Last night I went to Ronnie Scott's in the kind company of Clive Davis to see Jimmy Webb. It was a deeply nostalgic experience. For one thing it was years since I'd been to Ronnie's. It seems not to have changed except that, as in all nightclubs, the smoking ban has had its effect. (Imagine: a jazz club without a cigarette haze). It was Webb's songs, though, that really took me back; all the way to the front room of my childhood home on Sunday lunchtimes listening to Family Favourites while, in the kitchen, my mother's gravy thickened.
The songs that evoked this scene most strongly were By The Time I Get To Phoenix, Wichita Lineman, Galveston (hits for Glen Campbell) and MacArthur Park (Richard Harris and, lest we forget, Donna Summer). He sang all these to his own piano accompaniment, interspersing each number with name-dropping patter - Harry Nilsson, "Artie" Garfunkel, "Mister Sinatra" - that was charming enough to be forgivable.

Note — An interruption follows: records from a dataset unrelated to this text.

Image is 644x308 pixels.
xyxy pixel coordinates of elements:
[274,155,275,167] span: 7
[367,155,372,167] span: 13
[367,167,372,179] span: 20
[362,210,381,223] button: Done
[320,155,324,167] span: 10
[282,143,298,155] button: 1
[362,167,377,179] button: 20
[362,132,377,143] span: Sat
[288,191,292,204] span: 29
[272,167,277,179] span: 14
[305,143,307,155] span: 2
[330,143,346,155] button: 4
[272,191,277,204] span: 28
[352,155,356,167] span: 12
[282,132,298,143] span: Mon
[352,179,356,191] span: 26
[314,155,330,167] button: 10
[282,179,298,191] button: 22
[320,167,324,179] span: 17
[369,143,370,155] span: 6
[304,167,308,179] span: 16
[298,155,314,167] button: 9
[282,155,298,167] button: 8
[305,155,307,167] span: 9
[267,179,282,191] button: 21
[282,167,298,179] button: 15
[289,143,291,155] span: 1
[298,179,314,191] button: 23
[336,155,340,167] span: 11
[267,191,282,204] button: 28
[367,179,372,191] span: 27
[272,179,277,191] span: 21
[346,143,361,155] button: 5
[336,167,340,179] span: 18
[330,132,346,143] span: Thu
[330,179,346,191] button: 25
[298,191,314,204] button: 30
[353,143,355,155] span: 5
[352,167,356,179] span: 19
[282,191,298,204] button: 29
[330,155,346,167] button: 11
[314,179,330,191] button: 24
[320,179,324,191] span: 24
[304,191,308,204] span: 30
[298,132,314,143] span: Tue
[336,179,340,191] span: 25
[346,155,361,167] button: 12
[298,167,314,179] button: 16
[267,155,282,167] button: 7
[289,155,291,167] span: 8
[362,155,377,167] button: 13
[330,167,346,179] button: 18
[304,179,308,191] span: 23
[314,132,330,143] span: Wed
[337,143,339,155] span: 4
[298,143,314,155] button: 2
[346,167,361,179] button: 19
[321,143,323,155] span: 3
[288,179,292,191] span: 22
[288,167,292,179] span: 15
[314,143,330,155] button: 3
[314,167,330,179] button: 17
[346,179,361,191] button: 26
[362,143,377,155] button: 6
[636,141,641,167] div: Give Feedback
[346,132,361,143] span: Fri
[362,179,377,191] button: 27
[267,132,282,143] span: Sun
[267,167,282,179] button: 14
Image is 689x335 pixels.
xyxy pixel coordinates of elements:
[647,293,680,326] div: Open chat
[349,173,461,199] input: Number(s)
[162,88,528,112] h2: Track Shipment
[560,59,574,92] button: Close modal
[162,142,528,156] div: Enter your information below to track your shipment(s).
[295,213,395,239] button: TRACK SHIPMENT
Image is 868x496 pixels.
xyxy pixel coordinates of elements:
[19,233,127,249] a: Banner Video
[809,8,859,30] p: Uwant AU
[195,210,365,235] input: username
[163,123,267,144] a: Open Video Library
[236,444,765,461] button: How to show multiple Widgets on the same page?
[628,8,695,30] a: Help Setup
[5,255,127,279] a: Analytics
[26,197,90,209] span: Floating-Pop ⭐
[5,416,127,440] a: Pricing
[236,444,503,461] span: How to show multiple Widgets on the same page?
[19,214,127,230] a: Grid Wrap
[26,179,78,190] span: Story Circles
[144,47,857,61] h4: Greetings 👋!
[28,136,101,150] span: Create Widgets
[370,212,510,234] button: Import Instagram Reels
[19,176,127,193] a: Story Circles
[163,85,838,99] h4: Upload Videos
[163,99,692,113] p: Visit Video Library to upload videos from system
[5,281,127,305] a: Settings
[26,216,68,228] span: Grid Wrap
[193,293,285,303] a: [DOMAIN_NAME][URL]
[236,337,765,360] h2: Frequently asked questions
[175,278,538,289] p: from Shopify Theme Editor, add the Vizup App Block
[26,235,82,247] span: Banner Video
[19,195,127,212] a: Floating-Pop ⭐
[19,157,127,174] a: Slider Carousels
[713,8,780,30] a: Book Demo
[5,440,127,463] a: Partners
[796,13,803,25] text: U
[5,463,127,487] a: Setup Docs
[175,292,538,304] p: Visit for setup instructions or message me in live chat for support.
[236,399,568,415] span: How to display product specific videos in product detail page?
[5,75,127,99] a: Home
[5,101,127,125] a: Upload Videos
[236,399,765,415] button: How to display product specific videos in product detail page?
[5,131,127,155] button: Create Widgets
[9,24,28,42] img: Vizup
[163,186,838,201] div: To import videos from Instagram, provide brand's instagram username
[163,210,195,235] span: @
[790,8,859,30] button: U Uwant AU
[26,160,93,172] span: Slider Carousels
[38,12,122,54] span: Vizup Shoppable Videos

He reminisced a little about wild nights in London, the more engagingly for his describing a little of his Oklahoma farm boy upbringing. I especially liked this yarn:
"I fell in love with the first three English girls I met here...then I found out they all talked that way."
I'm pleased Mr Webb was beguiled by a certain kind of Englishness. After all, his version of America still beguiles me.